Signe Amanda Georgina Hebbe (30 July 1837 – 14 February, 1925), was a Swedish soprano, actress, and theatre pedagogue.
Signe Hebbe was born in Värnamo to the journalist Vendela Hebbe and Clemens Hebbe. In 1848, at the age of eleven, she studied music at the Lindblad pianoschool, at the school of the Royal Swedish Opera and for Karolina Bock. From 1852–1854, she studied at the conservatory in Berlin. She debuted in a dramatic part in the Royal Dramatic Theatre in 1855, but did not succeed in spoken drama and continued to study singing.
She was accepted at the Paris conservatory in 1856, where she became the first singer from Scandinavia to receive a medal. She instructed in plastic at the conservatory and was the teacher of Sarah Bernhardt when she was the replacement of Élie during his absence in 1860. Francesco Lamperti developed her singing in Milan and studied Adelaide Ristori and Ernesto Rossi for her dramatic talent.
She sang in Lyon from1861 and 1862, debuted in Frankfurt and was employed at the court theatre of Mannheim, Nationaltheater Mannheim. Between 1864 and 1879, she toured Europe and sang in Stockholm, Karlsruhe, Köpenhamn, Théâtre Lyrique in Paris, Warszawa, Geneva, Milano, Palermo, Helsingfors, and Oslo. As an actor, she was criticized for her way of acting, as she did not like to interpret the female parts as weak, but wanted to give them a more independent interpretation than the Victorian age wanted to view women.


▸ What to do
After reading the data below, copy out every line that contains the word "Welcome".

(Items from an interface collection)

++++++++++++++++++++

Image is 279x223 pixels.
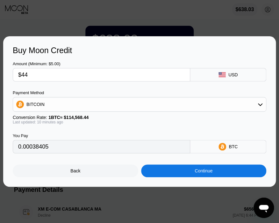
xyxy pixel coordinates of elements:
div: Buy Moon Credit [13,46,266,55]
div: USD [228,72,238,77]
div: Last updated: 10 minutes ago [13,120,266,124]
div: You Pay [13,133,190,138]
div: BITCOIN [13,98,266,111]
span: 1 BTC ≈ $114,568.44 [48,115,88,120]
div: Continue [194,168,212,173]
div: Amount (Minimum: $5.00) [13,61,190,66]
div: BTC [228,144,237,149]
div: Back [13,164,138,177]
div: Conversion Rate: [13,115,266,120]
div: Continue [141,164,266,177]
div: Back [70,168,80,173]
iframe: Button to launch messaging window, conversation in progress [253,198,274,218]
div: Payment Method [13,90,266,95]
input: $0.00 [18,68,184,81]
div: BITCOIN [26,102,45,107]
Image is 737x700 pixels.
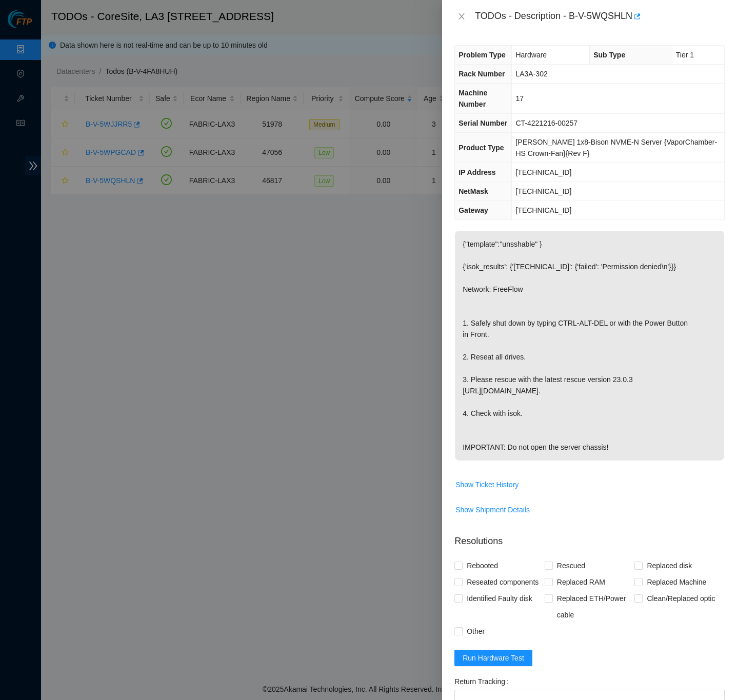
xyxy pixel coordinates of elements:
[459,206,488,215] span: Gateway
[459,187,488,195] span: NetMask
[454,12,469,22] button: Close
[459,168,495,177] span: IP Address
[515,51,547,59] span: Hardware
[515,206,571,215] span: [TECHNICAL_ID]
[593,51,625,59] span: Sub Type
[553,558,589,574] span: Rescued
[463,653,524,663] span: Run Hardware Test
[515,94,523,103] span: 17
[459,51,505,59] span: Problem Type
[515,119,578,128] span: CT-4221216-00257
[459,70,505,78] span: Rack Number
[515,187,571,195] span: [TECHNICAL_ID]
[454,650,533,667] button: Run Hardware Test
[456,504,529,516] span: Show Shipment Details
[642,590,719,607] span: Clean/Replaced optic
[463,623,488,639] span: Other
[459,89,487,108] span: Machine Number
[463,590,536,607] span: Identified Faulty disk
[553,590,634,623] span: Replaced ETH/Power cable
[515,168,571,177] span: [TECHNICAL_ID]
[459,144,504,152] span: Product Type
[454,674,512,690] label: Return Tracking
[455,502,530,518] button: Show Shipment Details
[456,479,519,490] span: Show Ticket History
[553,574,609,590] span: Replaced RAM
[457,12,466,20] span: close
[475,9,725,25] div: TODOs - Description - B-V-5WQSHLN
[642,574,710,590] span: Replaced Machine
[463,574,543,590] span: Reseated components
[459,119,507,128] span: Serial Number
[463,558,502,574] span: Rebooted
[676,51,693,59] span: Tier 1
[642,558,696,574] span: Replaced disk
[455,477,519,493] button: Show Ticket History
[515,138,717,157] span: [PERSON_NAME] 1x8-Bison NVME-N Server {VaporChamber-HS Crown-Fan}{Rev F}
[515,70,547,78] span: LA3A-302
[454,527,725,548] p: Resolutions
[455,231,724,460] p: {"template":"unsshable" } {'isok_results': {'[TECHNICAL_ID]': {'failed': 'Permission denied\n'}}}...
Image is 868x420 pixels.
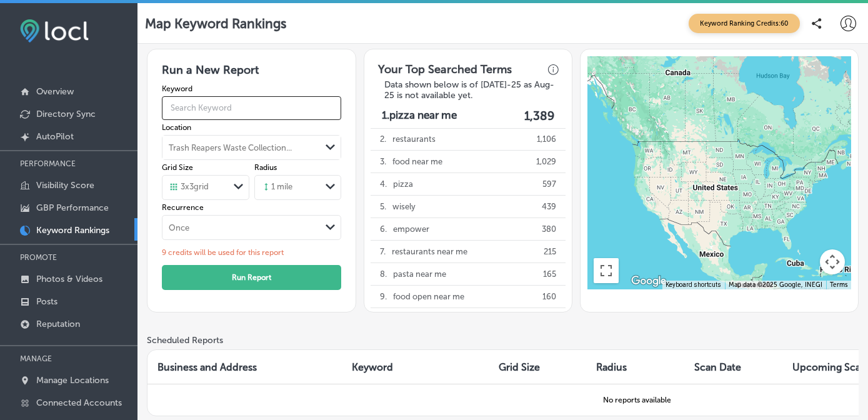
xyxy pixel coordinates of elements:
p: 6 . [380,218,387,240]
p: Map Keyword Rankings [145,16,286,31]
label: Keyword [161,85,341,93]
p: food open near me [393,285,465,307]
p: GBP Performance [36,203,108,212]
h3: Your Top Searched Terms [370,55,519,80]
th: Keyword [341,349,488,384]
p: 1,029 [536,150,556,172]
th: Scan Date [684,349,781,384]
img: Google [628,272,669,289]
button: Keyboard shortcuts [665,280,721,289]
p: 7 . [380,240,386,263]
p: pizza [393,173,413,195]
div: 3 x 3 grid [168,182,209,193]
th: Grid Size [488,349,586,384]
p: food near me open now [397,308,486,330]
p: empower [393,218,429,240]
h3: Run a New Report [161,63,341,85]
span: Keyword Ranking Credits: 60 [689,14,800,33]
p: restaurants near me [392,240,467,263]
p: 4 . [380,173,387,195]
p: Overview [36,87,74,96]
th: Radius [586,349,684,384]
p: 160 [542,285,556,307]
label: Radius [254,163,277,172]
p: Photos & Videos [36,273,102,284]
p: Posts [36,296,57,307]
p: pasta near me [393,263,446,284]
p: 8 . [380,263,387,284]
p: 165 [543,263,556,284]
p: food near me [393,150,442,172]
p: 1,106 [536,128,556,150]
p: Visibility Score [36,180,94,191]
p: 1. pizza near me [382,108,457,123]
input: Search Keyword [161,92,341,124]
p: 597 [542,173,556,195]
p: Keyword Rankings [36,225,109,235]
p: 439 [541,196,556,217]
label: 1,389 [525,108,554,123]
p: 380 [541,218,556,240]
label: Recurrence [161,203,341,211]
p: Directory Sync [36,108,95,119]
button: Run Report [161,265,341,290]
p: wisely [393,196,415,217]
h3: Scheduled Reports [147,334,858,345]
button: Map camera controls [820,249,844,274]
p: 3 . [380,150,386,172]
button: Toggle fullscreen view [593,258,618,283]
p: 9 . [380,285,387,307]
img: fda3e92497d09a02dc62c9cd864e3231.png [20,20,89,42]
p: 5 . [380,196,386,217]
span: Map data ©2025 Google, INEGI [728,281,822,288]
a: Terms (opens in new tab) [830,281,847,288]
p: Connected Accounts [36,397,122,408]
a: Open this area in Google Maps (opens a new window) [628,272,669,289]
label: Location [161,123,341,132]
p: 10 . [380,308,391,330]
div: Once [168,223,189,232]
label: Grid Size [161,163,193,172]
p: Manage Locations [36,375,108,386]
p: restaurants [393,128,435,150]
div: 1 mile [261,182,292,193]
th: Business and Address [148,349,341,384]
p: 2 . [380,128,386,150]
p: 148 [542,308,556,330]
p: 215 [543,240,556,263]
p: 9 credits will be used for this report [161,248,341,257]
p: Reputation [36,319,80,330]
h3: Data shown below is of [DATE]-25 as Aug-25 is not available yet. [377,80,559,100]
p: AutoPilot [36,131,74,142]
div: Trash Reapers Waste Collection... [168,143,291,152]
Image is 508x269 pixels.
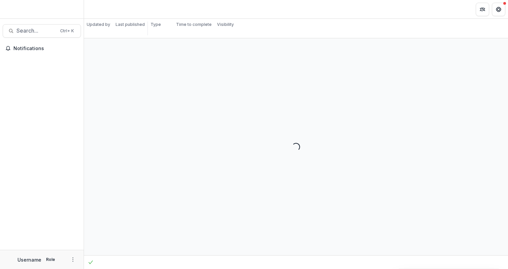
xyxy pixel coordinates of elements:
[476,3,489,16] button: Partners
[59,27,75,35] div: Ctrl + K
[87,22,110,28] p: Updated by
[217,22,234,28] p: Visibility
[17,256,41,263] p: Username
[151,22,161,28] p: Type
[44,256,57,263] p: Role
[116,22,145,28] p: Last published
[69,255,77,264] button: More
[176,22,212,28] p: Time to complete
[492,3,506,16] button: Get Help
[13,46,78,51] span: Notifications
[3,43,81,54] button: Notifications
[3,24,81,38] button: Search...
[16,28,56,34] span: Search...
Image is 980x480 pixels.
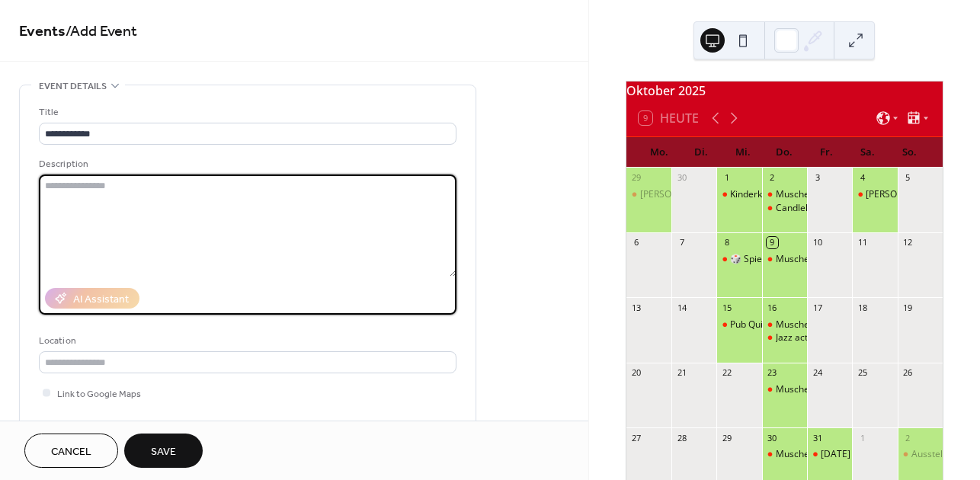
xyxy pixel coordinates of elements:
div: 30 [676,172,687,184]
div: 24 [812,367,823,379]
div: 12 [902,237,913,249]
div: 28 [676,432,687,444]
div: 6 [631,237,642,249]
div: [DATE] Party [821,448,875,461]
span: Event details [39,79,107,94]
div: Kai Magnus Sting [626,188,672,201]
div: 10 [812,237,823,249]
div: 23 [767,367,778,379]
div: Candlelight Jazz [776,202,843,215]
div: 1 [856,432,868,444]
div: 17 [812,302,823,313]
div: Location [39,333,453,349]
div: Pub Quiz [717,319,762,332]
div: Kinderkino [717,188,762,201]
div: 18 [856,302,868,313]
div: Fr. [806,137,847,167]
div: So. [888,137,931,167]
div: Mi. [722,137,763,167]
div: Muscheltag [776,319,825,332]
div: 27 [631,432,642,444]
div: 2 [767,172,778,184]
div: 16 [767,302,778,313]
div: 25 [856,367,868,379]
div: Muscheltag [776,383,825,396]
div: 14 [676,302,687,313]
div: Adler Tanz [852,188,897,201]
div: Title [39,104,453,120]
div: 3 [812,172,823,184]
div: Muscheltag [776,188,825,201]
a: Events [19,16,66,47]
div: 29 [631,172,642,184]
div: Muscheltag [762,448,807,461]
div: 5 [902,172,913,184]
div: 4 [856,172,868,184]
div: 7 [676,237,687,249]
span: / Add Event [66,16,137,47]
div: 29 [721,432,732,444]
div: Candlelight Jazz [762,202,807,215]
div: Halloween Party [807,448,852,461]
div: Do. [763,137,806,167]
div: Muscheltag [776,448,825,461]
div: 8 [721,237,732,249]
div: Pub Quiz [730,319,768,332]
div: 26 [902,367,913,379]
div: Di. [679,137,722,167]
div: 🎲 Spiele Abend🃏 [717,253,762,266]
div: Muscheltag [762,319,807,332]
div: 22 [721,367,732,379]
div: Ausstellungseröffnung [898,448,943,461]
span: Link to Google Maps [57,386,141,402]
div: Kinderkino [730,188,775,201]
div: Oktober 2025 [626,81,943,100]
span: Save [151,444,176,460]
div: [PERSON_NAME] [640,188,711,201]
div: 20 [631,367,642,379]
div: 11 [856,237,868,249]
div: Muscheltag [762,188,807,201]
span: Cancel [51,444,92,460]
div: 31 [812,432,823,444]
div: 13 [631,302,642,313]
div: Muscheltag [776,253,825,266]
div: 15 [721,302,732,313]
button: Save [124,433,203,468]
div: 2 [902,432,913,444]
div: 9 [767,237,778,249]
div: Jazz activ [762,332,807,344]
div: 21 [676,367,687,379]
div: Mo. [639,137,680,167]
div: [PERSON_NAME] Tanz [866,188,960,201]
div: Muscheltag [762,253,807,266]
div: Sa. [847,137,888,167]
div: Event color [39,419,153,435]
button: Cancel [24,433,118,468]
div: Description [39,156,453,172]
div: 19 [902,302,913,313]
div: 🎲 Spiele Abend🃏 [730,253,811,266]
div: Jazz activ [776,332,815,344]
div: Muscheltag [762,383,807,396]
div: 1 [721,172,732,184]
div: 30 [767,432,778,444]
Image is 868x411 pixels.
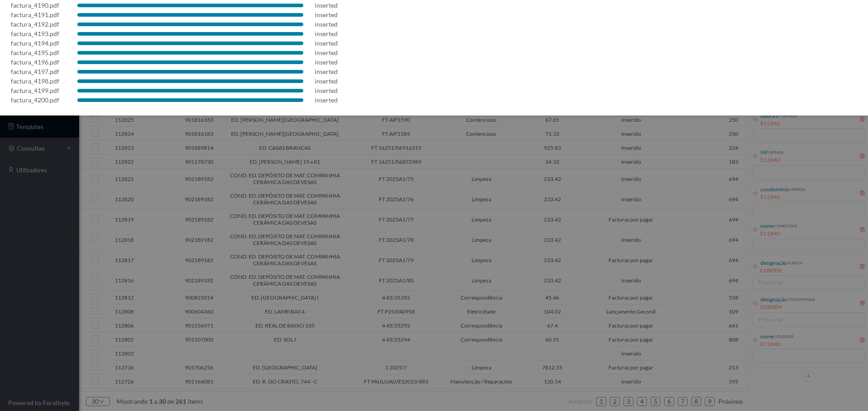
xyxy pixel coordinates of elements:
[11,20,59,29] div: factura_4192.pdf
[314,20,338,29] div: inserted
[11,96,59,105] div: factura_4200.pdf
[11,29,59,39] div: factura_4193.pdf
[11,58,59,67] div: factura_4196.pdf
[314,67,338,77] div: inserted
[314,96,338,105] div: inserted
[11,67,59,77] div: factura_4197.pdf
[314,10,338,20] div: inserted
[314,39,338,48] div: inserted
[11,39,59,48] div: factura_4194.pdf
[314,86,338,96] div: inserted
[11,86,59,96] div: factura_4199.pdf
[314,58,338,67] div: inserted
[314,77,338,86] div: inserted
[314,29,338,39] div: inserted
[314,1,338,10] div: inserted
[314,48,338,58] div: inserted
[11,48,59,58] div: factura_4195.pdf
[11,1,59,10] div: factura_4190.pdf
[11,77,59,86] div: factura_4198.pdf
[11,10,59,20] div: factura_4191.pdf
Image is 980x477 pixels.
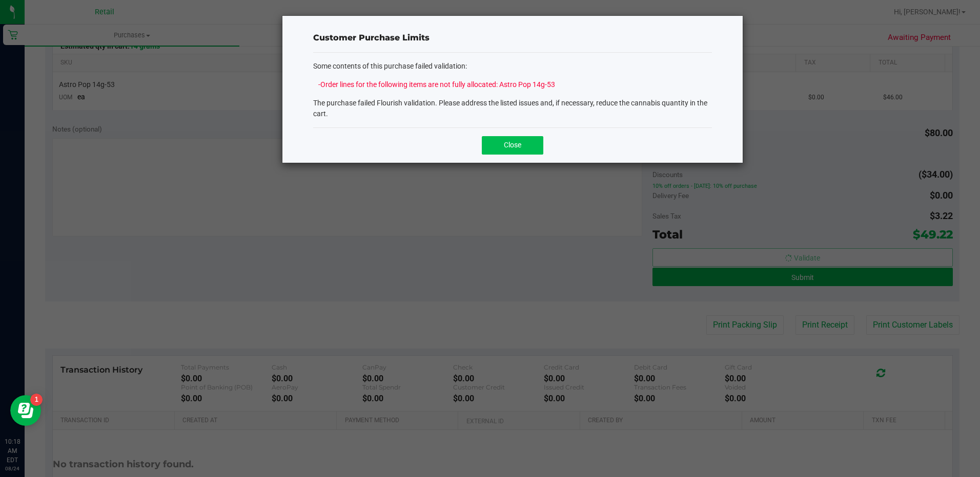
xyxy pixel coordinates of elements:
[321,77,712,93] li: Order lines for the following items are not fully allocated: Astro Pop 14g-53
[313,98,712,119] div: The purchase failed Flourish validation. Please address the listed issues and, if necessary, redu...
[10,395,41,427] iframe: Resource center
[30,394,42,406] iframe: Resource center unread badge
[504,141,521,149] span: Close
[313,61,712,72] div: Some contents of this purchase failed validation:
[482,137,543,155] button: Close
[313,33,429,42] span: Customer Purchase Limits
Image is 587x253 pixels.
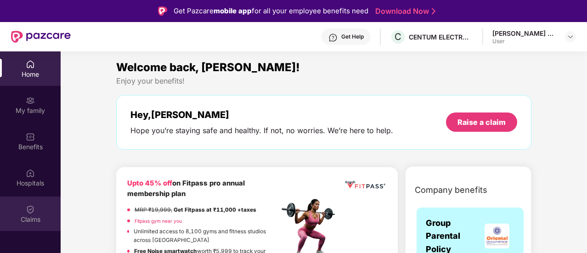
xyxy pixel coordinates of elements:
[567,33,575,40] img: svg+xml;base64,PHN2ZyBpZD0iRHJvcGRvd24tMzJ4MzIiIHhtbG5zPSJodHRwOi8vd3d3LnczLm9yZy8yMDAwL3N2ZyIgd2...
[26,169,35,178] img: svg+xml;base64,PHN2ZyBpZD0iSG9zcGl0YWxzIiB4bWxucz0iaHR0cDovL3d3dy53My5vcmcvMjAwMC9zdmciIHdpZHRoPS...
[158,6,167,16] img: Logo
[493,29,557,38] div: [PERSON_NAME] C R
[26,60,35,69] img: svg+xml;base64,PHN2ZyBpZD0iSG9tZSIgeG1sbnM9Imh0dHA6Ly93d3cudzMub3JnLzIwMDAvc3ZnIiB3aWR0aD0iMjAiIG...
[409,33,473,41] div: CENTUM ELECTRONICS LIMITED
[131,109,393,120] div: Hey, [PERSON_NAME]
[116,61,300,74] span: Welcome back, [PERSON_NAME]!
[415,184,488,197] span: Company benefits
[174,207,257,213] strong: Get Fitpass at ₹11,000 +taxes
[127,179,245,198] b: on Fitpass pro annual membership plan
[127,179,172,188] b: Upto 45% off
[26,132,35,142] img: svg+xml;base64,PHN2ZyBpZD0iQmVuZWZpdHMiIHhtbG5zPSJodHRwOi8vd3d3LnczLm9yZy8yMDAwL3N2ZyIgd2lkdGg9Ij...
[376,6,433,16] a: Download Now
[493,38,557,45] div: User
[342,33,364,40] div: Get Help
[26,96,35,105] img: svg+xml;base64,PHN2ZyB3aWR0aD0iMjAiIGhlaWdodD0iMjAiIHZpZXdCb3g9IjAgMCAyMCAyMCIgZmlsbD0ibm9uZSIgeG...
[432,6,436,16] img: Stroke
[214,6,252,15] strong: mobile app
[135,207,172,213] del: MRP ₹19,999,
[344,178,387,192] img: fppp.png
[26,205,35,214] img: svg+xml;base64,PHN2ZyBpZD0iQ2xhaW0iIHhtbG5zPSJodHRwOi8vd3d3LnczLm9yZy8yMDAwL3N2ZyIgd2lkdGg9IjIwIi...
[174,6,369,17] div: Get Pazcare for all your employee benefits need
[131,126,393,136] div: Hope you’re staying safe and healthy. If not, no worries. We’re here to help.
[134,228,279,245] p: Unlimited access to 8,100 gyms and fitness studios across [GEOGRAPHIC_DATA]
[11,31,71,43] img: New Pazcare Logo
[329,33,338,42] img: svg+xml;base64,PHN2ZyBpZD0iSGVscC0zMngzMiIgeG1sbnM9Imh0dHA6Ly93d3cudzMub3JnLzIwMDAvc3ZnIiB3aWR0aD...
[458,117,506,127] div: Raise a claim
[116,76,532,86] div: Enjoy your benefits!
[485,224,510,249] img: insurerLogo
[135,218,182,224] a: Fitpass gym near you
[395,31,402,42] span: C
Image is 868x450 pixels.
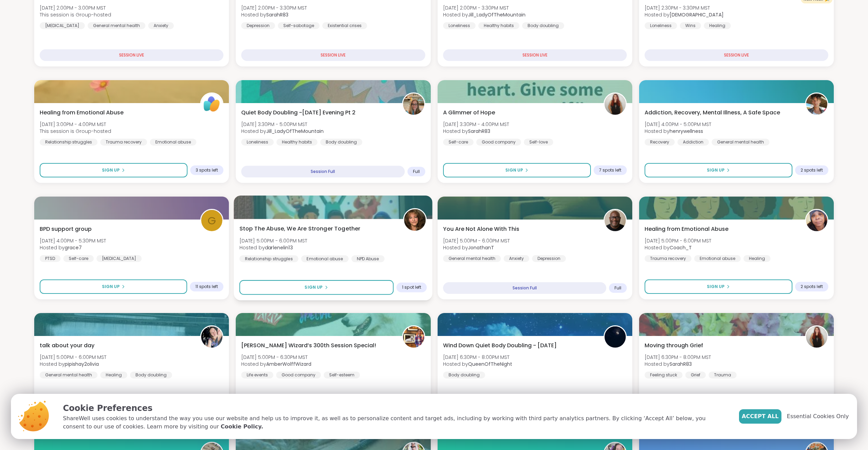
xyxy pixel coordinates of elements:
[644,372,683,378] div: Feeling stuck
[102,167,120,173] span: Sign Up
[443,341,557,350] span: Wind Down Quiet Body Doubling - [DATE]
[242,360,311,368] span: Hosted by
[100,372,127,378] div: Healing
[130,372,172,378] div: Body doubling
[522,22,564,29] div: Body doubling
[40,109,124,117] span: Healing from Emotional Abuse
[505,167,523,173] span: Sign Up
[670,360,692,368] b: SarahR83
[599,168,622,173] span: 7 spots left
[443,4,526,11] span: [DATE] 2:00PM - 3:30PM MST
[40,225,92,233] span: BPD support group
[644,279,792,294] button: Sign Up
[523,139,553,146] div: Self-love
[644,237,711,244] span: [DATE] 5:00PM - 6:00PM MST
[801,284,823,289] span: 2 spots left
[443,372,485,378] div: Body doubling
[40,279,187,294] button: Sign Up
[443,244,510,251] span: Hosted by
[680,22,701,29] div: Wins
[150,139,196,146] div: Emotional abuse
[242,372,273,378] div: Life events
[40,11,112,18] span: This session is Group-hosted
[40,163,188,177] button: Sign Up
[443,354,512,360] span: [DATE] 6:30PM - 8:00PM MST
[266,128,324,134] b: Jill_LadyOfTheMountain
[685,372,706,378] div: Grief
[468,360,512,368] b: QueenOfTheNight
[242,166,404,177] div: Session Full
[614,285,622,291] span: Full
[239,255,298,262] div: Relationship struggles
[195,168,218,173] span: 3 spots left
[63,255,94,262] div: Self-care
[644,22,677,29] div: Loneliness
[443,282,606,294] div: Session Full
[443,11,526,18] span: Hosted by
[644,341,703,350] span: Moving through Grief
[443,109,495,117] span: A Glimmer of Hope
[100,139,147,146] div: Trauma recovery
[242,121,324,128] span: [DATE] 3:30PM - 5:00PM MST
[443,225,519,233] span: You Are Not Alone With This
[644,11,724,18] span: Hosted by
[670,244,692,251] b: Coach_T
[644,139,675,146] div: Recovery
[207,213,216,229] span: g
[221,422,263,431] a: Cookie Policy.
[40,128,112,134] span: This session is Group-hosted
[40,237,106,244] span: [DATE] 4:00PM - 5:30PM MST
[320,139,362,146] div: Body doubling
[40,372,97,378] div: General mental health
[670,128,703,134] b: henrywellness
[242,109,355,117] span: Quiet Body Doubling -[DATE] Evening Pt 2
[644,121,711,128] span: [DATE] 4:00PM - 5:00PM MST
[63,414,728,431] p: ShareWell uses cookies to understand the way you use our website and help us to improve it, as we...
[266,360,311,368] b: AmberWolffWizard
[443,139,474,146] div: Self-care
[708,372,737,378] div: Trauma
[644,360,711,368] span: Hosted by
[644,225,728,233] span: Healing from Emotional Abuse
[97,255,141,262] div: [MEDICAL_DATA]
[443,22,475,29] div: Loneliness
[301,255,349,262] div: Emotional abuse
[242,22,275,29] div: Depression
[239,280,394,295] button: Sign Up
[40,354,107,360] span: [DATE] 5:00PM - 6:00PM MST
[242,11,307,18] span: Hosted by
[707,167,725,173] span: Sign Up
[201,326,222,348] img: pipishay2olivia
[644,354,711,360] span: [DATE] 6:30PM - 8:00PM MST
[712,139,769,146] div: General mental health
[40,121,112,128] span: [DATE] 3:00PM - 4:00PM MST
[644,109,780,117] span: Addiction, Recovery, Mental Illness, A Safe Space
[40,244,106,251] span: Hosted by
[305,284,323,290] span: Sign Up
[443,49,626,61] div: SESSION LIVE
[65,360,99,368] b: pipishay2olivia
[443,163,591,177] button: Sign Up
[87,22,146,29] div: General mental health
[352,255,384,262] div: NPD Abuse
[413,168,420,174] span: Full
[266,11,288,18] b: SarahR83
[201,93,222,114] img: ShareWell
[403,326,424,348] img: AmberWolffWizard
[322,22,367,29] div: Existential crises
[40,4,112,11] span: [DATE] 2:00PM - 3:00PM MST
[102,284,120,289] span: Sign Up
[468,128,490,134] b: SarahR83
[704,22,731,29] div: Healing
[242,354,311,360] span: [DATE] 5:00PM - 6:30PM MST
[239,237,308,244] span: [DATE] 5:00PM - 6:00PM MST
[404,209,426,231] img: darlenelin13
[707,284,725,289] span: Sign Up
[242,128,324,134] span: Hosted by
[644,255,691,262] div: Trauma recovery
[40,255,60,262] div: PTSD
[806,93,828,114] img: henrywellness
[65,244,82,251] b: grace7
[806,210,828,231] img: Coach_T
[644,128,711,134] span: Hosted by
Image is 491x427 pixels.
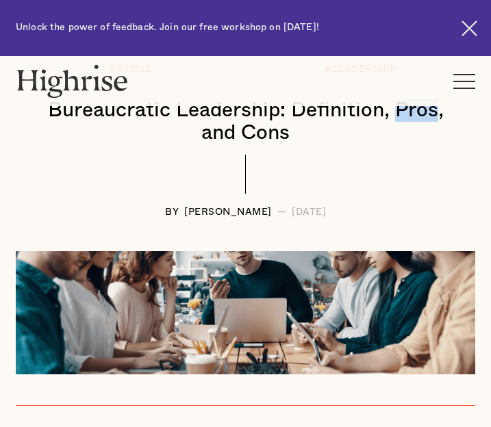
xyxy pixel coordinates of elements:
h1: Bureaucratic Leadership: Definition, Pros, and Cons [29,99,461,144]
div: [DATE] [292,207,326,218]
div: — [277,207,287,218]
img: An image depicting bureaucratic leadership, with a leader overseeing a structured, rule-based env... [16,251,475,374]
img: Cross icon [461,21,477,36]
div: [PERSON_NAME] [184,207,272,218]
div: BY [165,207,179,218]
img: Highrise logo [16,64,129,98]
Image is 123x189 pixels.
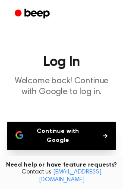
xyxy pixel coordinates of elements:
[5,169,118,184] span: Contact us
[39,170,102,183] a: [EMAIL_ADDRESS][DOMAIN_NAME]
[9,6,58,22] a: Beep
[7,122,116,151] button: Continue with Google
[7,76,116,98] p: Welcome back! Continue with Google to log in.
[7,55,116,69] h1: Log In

++++++++++++++++++++

▸ Answer for this exercise
[116,61,300,74] span: Welcome back, [PERSON_NAME]!
[7,76,116,98] p: Welcome back! Continue with Google to log in.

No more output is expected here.